Monday, Sep. 04, 1944

The Cornered Becst

Not since the blitz had London taken so savage a beating. At dawn, at dusk, in fog, sunlight and darkness the robombs roared across the Channel, streaked through ack-ack and balloon cable defenses, pounded more of the city into debris.

Between salvos, weary, grimy A.R.P. squads cleared rubble, fought fires, dug out the dead and the living in the worst seven days of the robomb terror. Statisticians totted up averages: each day 108 one-ton robombs were mauling southern England (which meant mostly London), each day they destroyed or damaged 17,000 houses. Only half as many civilians (2,441 a month) were being killed as in the blitz's bloodiest days, but the proportion of seriously injured stood higher. At week's end the capital had a 30-hour respite, broken when a fresh wave of robombs buzzed from new directions.
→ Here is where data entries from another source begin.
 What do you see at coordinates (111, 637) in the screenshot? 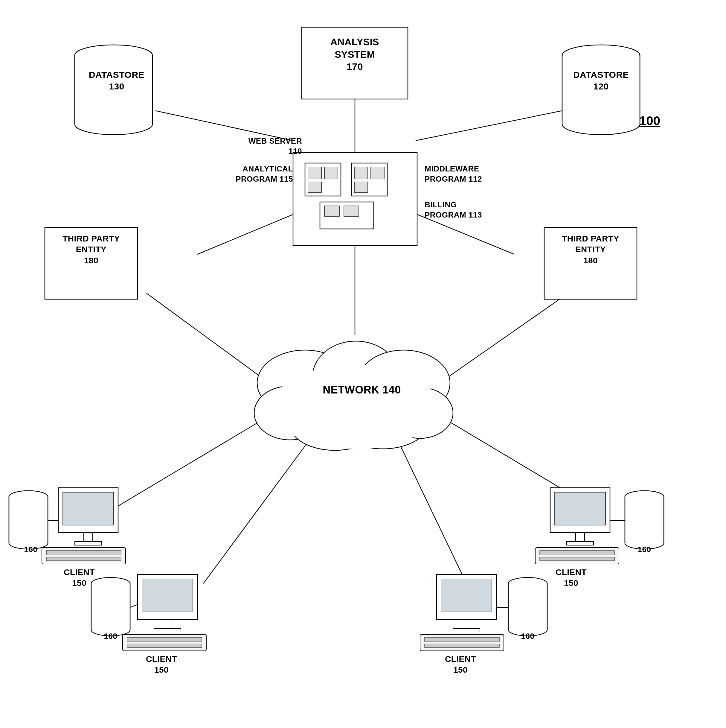
I see `ds-160-bll-label: 160` at bounding box center [111, 637].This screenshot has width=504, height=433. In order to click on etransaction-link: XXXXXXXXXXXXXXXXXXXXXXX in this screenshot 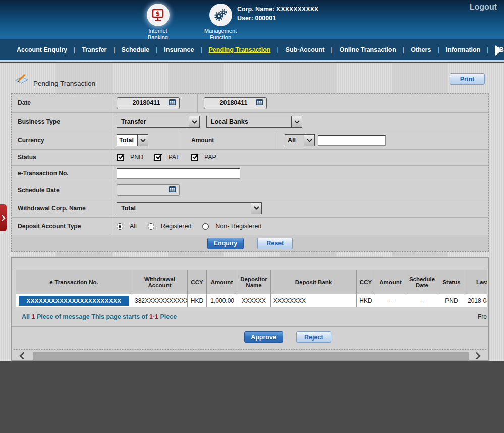, I will do `click(74, 301)`.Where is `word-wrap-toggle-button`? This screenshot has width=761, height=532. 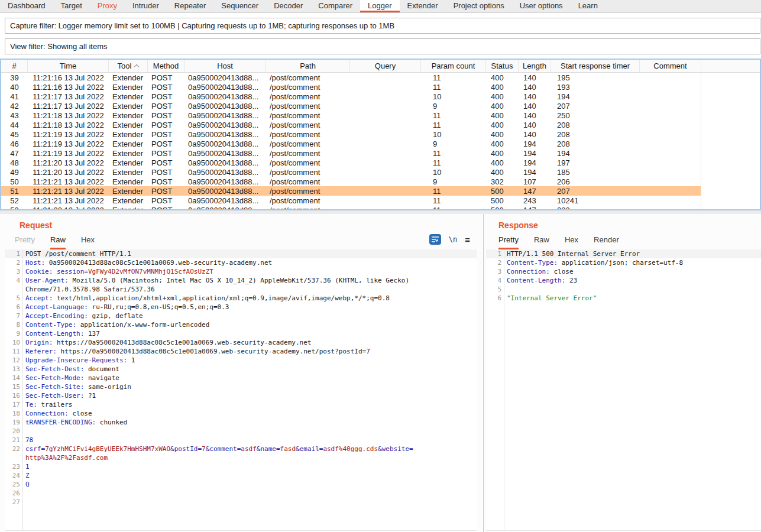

Britons had never hated the enemy as they did now, or lived in a more ironical compound of hope & fear. Anyone could see that Jerry was licked. But though he could not win by it, he was slamming over every flying bomb he had on hand before the Allied troops swept him out of France, took his launching sites. Soon he might be sending over even bigger, deadlier robombs from sites in the Low Countries or Germany. Said Health Minister Henry U. Willink, standing amid ruins:

"We have to expect that these dangers will continue for some time--cornered beasts are vicious."